Many European countries have put asylum applications from Syrians on hold, after rebels seized the Syrian capital and President Bashar al-Assad fled to Russia on Sunday following 13 years of civil war.
More than a million Syrian asylum-seekers and refugees live in Europe, almost all of them hosted in either Germany (59 percent) and Sweden (11 percent), according to UN figures. The influx of those displaced by the war, as well as large-scale immigration generally, has become a major political issue throughout the continent.
Since Monday, the processing of decisions on asylum claims for Syrian nationals were paused, or set to be paused, indefinitely in Belgium, Britain, Croatia, the Czech Republic, France, Germany, Greece, Ireland, Italy, Norway, Poland, Finland, Switzerland, and Sweden, with all those countries saying there was not a sufficient basis for now to determine the conditions on the ground.
Austria’s caretaker government went a stop further. In addition to ordering a stop to the processing of asylum applications by Syrians on Monday, Interior Minister Gerhard Karner also told the ministry to prepare a program of “orderly repatriation and deportation to Syria.”
Denmark, by contrast, paused processing applications on Monday, but said Syrians whose applications had already been rejected, and who had been given a deadline to leave, would be allowed to remain longer due to the current uncertainty.
The Netherlands will withhold for six months decisions on applications it received less than 21 months ago, Asylum and Migration Minister Marjolein Faber said in a note on Monday.
‘Berlin has become my second home’
Nearly a decade after he arrived in Germany from Syria and took a selfie with then-Chancellor Angela Merkel, Anas Modamani has finished his university studies and has a German passport.
“Berlin has become my second home, I will definitely stay here,” Modamani said Tuesday. “I managed it” — a reference to Merkel’s famous slogan “We will manage it,” coined as Germany faced the challenge of integrating hundreds of thousands of migrants.
As Syrians took to the streets of Berlin on Sunday, far-right leader Alice Weidel wrote on social platform X that anyone celebrating a “free Syria” in Germany “evidently no longer has a reason to flee. He should return to Syria immediately.”
With a German election approaching and the government under longstanding pressure to reduce irregular migration, some mainstream opposition politicians also appeared eager to kickstart the return of Syrians.
On Monday, prominent conservative lawmaker Jens Spahn suggested on n-tv television the government could say that “for everyone who wants to go back to Syria, we will charter planes for them, they will get a starting fund of 1,000 euros ($1,055).” He stressed, though, that it will take time before it’s clear whether things have stabilized.
Bavarian Interior Minister Joachim Herrmann, whose conservative party has talked tough on migration, said Tuesday that many Syrian refugees are now “superbly integrated in our country, have a job and are urgently needed here” and no one is thinking of getting such people to leave Germany.
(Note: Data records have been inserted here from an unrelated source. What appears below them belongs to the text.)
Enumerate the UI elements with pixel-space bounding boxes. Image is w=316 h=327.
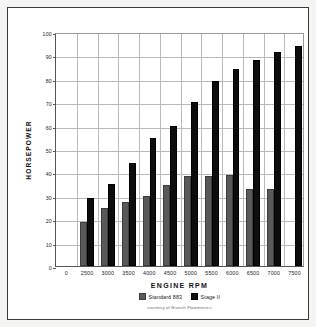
x-tick-label: 7500: [288, 270, 301, 276]
x-axis-title: ENGINE RPM: [55, 282, 304, 289]
bar-standard-883: [122, 202, 129, 266]
x-tick-label: 6500: [247, 270, 260, 276]
x-tick-label: 3500: [122, 270, 135, 276]
y-tick-label: 0: [49, 265, 52, 271]
bar-group: [56, 34, 77, 266]
y-tick-label: 100: [43, 31, 52, 37]
bar-stage-ii: [87, 198, 94, 266]
bar-group: [77, 34, 98, 266]
bar-group: [222, 34, 243, 266]
x-tick-label: 6000: [226, 270, 239, 276]
legend-label: Standard 883: [149, 294, 183, 300]
bar-standard-883: [80, 222, 87, 266]
bar-stage-ii: [108, 184, 115, 266]
bar-standard-883: [205, 176, 212, 266]
bar-stage-ii: [191, 102, 198, 266]
bar-stage-ii: [129, 163, 136, 266]
y-tick-label: 10: [46, 242, 52, 248]
bar-standard-883: [267, 189, 274, 266]
bar-stage-ii: [170, 126, 177, 266]
bar-standard-883: [101, 208, 108, 267]
chart-annotation: courtesy of Branch Flowmetrics: [55, 305, 304, 310]
bar-group: [264, 34, 285, 266]
x-tick-label: 5000: [185, 270, 198, 276]
x-tick-label: 5500: [205, 270, 218, 276]
legend-swatch-icon: [139, 293, 146, 300]
bar-group: [284, 34, 305, 266]
y-tick-label: 20: [46, 218, 52, 224]
y-tick-mark: [53, 268, 56, 269]
x-tick-label: 7000: [268, 270, 281, 276]
figure-background: HORSEPOWER 01020304050607080901000250030…: [0, 0, 316, 327]
bar-stage-ii: [295, 46, 302, 266]
bar-group: [160, 34, 181, 266]
y-tick-label: 50: [46, 148, 52, 154]
bar-stage-ii: [233, 69, 240, 266]
bar-standard-883: [246, 189, 253, 266]
bar-stage-ii: [150, 138, 157, 266]
bar-stage-ii: [274, 52, 281, 266]
figure-border: HORSEPOWER 01020304050607080901000250030…: [7, 7, 309, 320]
y-tick-label: 70: [46, 101, 52, 107]
bar-group: [98, 34, 119, 266]
bar-standard-883: [226, 175, 233, 266]
bar-group: [139, 34, 160, 266]
x-tick-label: 0: [65, 270, 68, 276]
x-tick-label: 4000: [143, 270, 156, 276]
legend-label: Stage II: [201, 294, 220, 300]
y-tick-label: 30: [46, 195, 52, 201]
y-tick-label: 80: [46, 78, 52, 84]
bar-standard-883: [143, 196, 150, 266]
bar-group: [243, 34, 264, 266]
y-tick-label: 60: [46, 125, 52, 131]
x-tick-label: 2500: [81, 270, 94, 276]
legend-item: Stage II: [191, 293, 220, 300]
bar-group: [201, 34, 222, 266]
y-axis-title: HORSEPOWER: [22, 33, 34, 267]
legend-item: Standard 883: [139, 293, 182, 300]
bar-group: [118, 34, 139, 266]
y-tick-label: 40: [46, 171, 52, 177]
bar-stage-ii: [212, 81, 219, 266]
y-tick-label: 90: [46, 54, 52, 60]
plot-area: 0102030405060708090100025003000350040004…: [55, 33, 304, 267]
x-tick-label: 4500: [164, 270, 177, 276]
legend-swatch-icon: [191, 293, 198, 300]
bar-standard-883: [163, 185, 170, 266]
x-tick-label: 3000: [102, 270, 115, 276]
bar-standard-883: [184, 176, 191, 266]
chart-legend: Standard 883Stage II: [55, 293, 304, 300]
bar-stage-ii: [253, 60, 260, 266]
bar-group: [181, 34, 202, 266]
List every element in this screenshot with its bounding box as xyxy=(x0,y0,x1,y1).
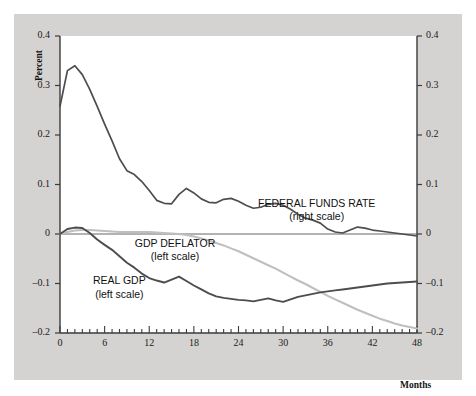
y-tick-label-right: 0.1 xyxy=(426,178,456,189)
y-tick-label-right: 0.4 xyxy=(426,29,456,40)
series-annotation-scale: (right scale) xyxy=(258,210,375,223)
y-tick-label-left: 0.1 xyxy=(20,178,50,189)
series-annotation-real-gdp: REAL GDP(left scale) xyxy=(93,274,146,300)
x-tick-label: 0 xyxy=(45,337,75,348)
x-tick-label: 6 xyxy=(90,337,120,348)
chart-figure: Percent Percentage points Months –0.2–0.… xyxy=(0,0,476,396)
y-tick-label-left: –0.1 xyxy=(20,277,50,288)
series-annotation-title: GDP DEFLATOR xyxy=(135,237,216,250)
y-tick-label-left: 0.2 xyxy=(20,128,50,139)
series-annotation-title: FEDERAL FUNDS RATE xyxy=(258,197,375,210)
y-tick-label-left: 0 xyxy=(20,227,50,238)
y-tick-label-left: 0.3 xyxy=(20,79,50,90)
y-tick-label-right: 0.2 xyxy=(426,128,456,139)
x-tick-label: 48 xyxy=(402,337,432,348)
series-annotation-scale: (left scale) xyxy=(135,250,216,263)
series-annotation-scale: (left scale) xyxy=(93,288,146,301)
y-tick-label-right: –0.1 xyxy=(426,277,456,288)
x-tick-label: 24 xyxy=(224,337,254,348)
y-tick-label-left: 0.4 xyxy=(20,29,50,40)
y-tick-label-left: –0.2 xyxy=(20,326,50,337)
x-tick-label: 36 xyxy=(313,337,343,348)
series-annotation-federal-funds-rate: FEDERAL FUNDS RATE(right scale) xyxy=(258,197,375,223)
x-tick-label: 18 xyxy=(179,337,209,348)
x-tick-label: 30 xyxy=(268,337,298,348)
x-axis-title: Months xyxy=(400,380,431,390)
y-tick-label-right: 0.3 xyxy=(426,79,456,90)
series-annotation-gdp-deflator: GDP DEFLATOR(left scale) xyxy=(135,237,216,263)
chart-panel: Percent Percentage points Months –0.2–0.… xyxy=(14,14,462,380)
y-tick-label-right: 0 xyxy=(426,227,456,238)
x-tick-label: 42 xyxy=(357,337,387,348)
y-tick-label-right: –0.2 xyxy=(426,326,456,337)
x-tick-label: 12 xyxy=(134,337,164,348)
series-annotation-title: REAL GDP xyxy=(93,274,146,287)
plot-canvas xyxy=(14,14,462,380)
“Those who have already integrated well are still cordially welcome,” Herrmann told Deutschlandfunk radio Tuesday. “But it is clear that there are also people who have been here for 10 years and don’t have a job and haven’t integrated well, and then it’s right to help them return to their homeland” if Syria stabilizes.
‘I consider my life to be here’
In Athens, Najem al-Moussa was delighted when news of Assad’s overthrow first beamed from the television in his tiny Athens apartment, but said he dreads returning to his native country.
“I consider my life to be here. Not just me but my children,” said al-Moussa, a lawyer by training who works as a cook in Athens and has been transfixed by the television news for days. “The life that was provided in Greece, my country was not able to offer.”
Al-Moussa and his wife Bushra al-Bukaai fled Damascus in 2015 after the birth of their second child. They spent everything they had on a two-year journey that took them to Sudan, Iran, Turkey and eventually Greece.
They now have five children who are all in school and speak fluent Greek. None speak the Arabic of their parents’ homeland.
“When we talk, they ask: ‘Daddy, can we really go back to living in these areas? How did you live there before?’,” Al-Moussa said.
His wife agrees. “I cannot imagine my children building their future in Syria. Not at all.” she said, their youngest son in her lap.
‘It’s difficult to think about returning’
Syrian vet Hasan Alzagher was in a German language class in the city of Erfurt on Monday when he heard that his asylum application for Germany, which he hoped would be finalized by the end of the year, was put on hold.
“This is mentally devastating. It’s difficult that after you set your mind to live here, build a new life here, learn the language and integrate in this country, you now have to return to your homeland where basic necessities are still missing,” he told Reuters by phone.
In fear of being recruited into the army or a militia group, Alzagher, 32, said he fled the city of Raqqa in 2018. He spent time in Lebanon, Iraq and Turkey before heading to Germany in 2023.
“The fall of Assad is a huge joy for all Syrians, but we who came here and went into debt to finance this journey, every time we arrive in a new place, we have to start over again. It’s difficult to think about returning to Syria now.”